Israeli settlers fear new kind of war with Hezbollah: Washington Post
A Washington Post report says the Israeli assassination of Hamas deputy chief Saleh al-Arouri in Beirut heightens fears of an all-out war.
A report published in The Washington Post addressed the crisis faced by Israeli settlers amid the military escalation on the northern front with Hezbollah in Lebanon for about three months, which has led thousands of them to evacuate their settlements, fearing Resistance operations.
"This is not an official war zone. Yet explosions from Israeli artillery and Hezbollah missiles echo across the rock-strewn mountains nearly every day," the report read.
David Shtift, an Israeli settler in Kibbutz "Eilon", was quoted as saying, "What happened in the south [i.e in Gaza] was exactly what we were saying could happen here [in northern Palestine], and still could."
"It’s real," Shtift said.
The report claimed that at least 70,000 Israeli settlers had evacuated settlements in the north in the wake of the operations of the Islamic Resistance in Lebanon, turning the area into a closed military zone. It noted that several Israeli battalions comprising thousands of soldiers have been deployed there instead.
According to the Post, the Israeli assassination of the Deputy Head of the Political Bureau of Hamas, Saleh al-Arouri, in Beirut "heightened fears in the region that the skirmishes along this volatile borderland could explode into all-out war."
The report noted that "Israel" regards Hezbollah "as a proper army with sophisticated training and an arsenal of some 150,000 missiles," adding that many Israeli settlers fear that the Israeli government is, once again, underestimating a deadly threat.
The Washington Post report highlighted that northern Israeli settlers who evacuated the area "have been given few answers about the state of their homes or a timeline for when they will be able to return."
"Until Oct. 6, we were seen as the sheriff of the Middle East. After Oct. 7, we are being viewed as having lost our capability to deter," Moshe Davidovich, the head of an Israeli council in northern occupied Palestine, was quoted as saying.
In the same context, the report touched on the idea of establishing buffer zones, akin to the ones during "Israel's" occupation of southern Lebanon from 1985 to 2000, extending approximately four kilometers inside southern Lebanon and several kilometers within Gaza.
Yossi Harpaz, a sociologist at "Tel Aviv" University, noted a paradigm shift in "Israel's" defense perception and the role of its northern settlements post-October 7.
Harpaz mentioned that the buffer zone has shifted to occupied Palestinian territory, now inhabited by Israeli soldiers instead of settlers, violating the Israeli military's doctrine of conducting military operations in "the territory of the enemy.”
The report also cited Noam Erlich, who operated a craft beer company in Kibbutz "Manara" -evacuated for the first time on October 8 - as emphasizing the strategic significance of "frontier Kibbutzim" like "Manara" for "national security".
Erlich warned that "if Manara goes, then the next border line will be Kiryat Shmona."
"Slowly, Israel’s northern border will reach Tel Aviv," he added.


### What the task asks
Should any entry include an image, skip the image and copy the entry exactly.

Figure collection entries:
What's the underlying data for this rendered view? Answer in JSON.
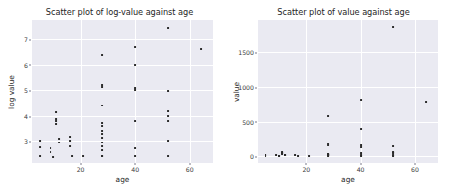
{
  "figure": {
    "width": 450,
    "height": 193,
    "background": "#ffffff",
    "plot_background": "#eaeaf2",
    "grid_color": "#ffffff",
    "marker_color": "#2b2b2b",
    "text_color": "#262626"
  },
  "chart_data": [
    {
      "type": "scatter",
      "id": "left",
      "title": "Scatter plot of log-value against age",
      "xlabel": "age",
      "ylabel": "log value",
      "xlim": [
        2.2,
        68.5
      ],
      "ylim": [
        2.15,
        7.75
      ],
      "xticks": [
        20,
        40,
        60
      ],
      "xtick_labels": [
        "20",
        "40",
        "60"
      ],
      "yticks": [
        3,
        4,
        5,
        6,
        7
      ],
      "ytick_labels": [
        "3",
        "4",
        "5",
        "6",
        "7"
      ],
      "grid": true,
      "legend": null,
      "x": [
        5,
        5,
        5,
        9,
        9,
        10,
        11,
        11,
        11,
        11,
        12,
        12,
        16,
        16,
        16,
        17,
        21,
        28,
        28,
        28,
        28,
        28,
        28,
        28,
        28,
        28,
        28,
        28,
        28,
        28,
        28,
        28,
        40,
        40,
        40,
        40,
        40,
        40,
        40,
        52,
        52,
        52,
        52,
        52,
        52,
        52,
        64
      ],
      "y": [
        3.0,
        2.78,
        2.42,
        2.72,
        2.58,
        2.4,
        4.15,
        3.88,
        3.8,
        3.68,
        3.08,
        2.95,
        3.18,
        3.0,
        2.82,
        2.42,
        2.42,
        6.37,
        5.2,
        5.12,
        4.4,
        3.72,
        3.6,
        3.42,
        3.38,
        3.3,
        3.12,
        2.95,
        2.8,
        2.65,
        2.42,
        2.42,
        6.68,
        5.98,
        5.08,
        5.0,
        3.8,
        2.72,
        2.42,
        7.45,
        4.98,
        4.18,
        4.0,
        3.8,
        3.0,
        2.42,
        6.62
      ]
    },
    {
      "type": "scatter",
      "id": "right",
      "title": "Scatter plot of value against age",
      "xlabel": "age",
      "ylabel": "value",
      "xlim": [
        2.2,
        68.5
      ],
      "ylim": [
        -95,
        1960
      ],
      "xticks": [
        20,
        40,
        60
      ],
      "xtick_labels": [
        "20",
        "40",
        "60"
      ],
      "yticks": [
        0,
        500,
        1000,
        1500
      ],
      "ytick_labels": [
        "0",
        "500",
        "1000",
        "1500"
      ],
      "grid": true,
      "legend": null,
      "x": [
        5,
        5,
        5,
        9,
        10,
        10,
        11,
        11,
        11,
        11,
        12,
        12,
        16,
        17,
        21,
        28,
        28,
        28,
        28,
        28,
        28,
        28,
        28,
        28,
        28,
        28,
        40,
        40,
        40,
        40,
        40,
        40,
        40,
        52,
        52,
        52,
        52,
        52,
        52,
        52,
        64
      ],
      "y": [
        20,
        16,
        11,
        15,
        11,
        9,
        64,
        48,
        45,
        40,
        22,
        19,
        24,
        11,
        11,
        585,
        181,
        156,
        36,
        30,
        26,
        22,
        19,
        16,
        12,
        11,
        815,
        395,
        160,
        135,
        45,
        15,
        11,
        1855,
        145,
        65,
        55,
        45,
        20,
        11,
        785
      ]
    }
  ],
  "panels": {
    "left": {
      "title": "Scatter plot of log-value against age",
      "xlabel": "age",
      "ylabel": "log value"
    },
    "right": {
      "title": "Scatter plot of value against age",
      "xlabel": "age",
      "ylabel": "value"
    }
  }
}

### Result for this task
What's the underlying data for this rendered view? Answer in JSON.
{
  "figure": {
    "width": 450,
    "height": 193,
    "background": "#ffffff",
    "plot_background": "#eaeaf2",
    "grid_color": "#ffffff",
    "marker_color": "#2b2b2b",
    "text_color": "#262626"
  },
  "chart_data": [
    {
      "type": "scatter",
      "id": "left",
      "title": "Scatter plot of log-value against age",
      "xlabel": "age",
      "ylabel": "log value",
      "xlim": [
        2.2,
        68.5
      ],
      "ylim": [
        2.15,
        7.75
      ],
      "xticks": [
        20,
        40,
        60
      ],
      "xtick_labels": [
        "20",
        "40",
        "60"
      ],
      "yticks": [
        3,
        4,
        5,
        6,
        7
      ],
      "ytick_labels": [
        "3",
        "4",
        "5",
        "6",
        "7"
      ],
      "grid": true,
      "legend": null,
      "x": [
        5,
        5,
        5,
        9,
        9,
        10,
        11,
        11,
        11,
        11,
        12,
        12,
        16,
        16,
        16,
        17,
        21,
        28,
        28,
        28,
        28,
        28,
        28,
        28,
        28,
        28,
        28,
        28,
        28,
        28,
        28,
        28,
        40,
        40,
        40,
        40,
        40,
        40,
        40,
        52,
        52,
        52,
        52,
        52,
        52,
        52,
        64
      ],
      "y": [
        3.0,
        2.78,
        2.42,
        2.72,
        2.58,
        2.4,
        4.15,
        3.88,
        3.8,
        3.68,
        3.08,
        2.95,
        3.18,
        3.0,
        2.82,
        2.42,
        2.42,
        6.37,
        5.2,
        5.12,
        4.4,
        3.72,
        3.6,
        3.42,
        3.38,
        3.3,
        3.12,
        2.95,
        2.8,
        2.65,
        2.42,
        2.42,
        6.68,
        5.98,
        5.08,
        5.0,
        3.8,
        2.72,
        2.42,
        7.45,
        4.98,
        4.18,
        4.0,
        3.8,
        3.0,
        2.42,
        6.62
      ]
    },
    {
      "type": "scatter",
      "id": "right",
      "title": "Scatter plot of value against age",
      "xlabel": "age",
      "ylabel": "value",
      "xlim": [
        2.2,
        68.5
      ],
      "ylim": [
        -95,
        1960
      ],
      "xticks": [
        20,
        40,
        60
      ],
      "xtick_labels": [
        "20",
        "40",
        "60"
      ],
      "yticks": [
        0,
        500,
        1000,
        1500
      ],
      "ytick_labels": [
        "0",
        "500",
        "1000",
        "1500"
      ],
      "grid": true,
      "legend": null,
      "x": [
        5,
        5,
        5,
        9,
        10,
        10,
        11,
        11,
        11,
        11,
        12,
        12,
        16,
        17,
        21,
        28,
        28,
        28,
        28,
        28,
        28,
        28,
        28,
        28,
        28,
        28,
        40,
        40,
        40,
        40,
        40,
        40,
        40,
        52,
        52,
        52,
        52,
        52,
        52,
        52,
        64
      ],
      "y": [
        20,
        16,
        11,
        15,
        11,
        9,
        64,
        48,
        45,
        40,
        22,
        19,
        24,
        11,
        11,
        585,
        181,
        156,
        36,
        30,
        26,
        22,
        19,
        16,
        12,
        11,
        815,
        395,
        160,
        135,
        45,
        15,
        11,
        1855,
        145,
        65,
        55,
        45,
        20,
        11,
        785
      ]
    }
  ],
  "panels": {
    "left": {
      "title": "Scatter plot of log-value against age",
      "xlabel": "age",
      "ylabel": "log value"
    },
    "right": {
      "title": "Scatter plot of value against age",
      "xlabel": "age",
      "ylabel": "value"
    }
  }
}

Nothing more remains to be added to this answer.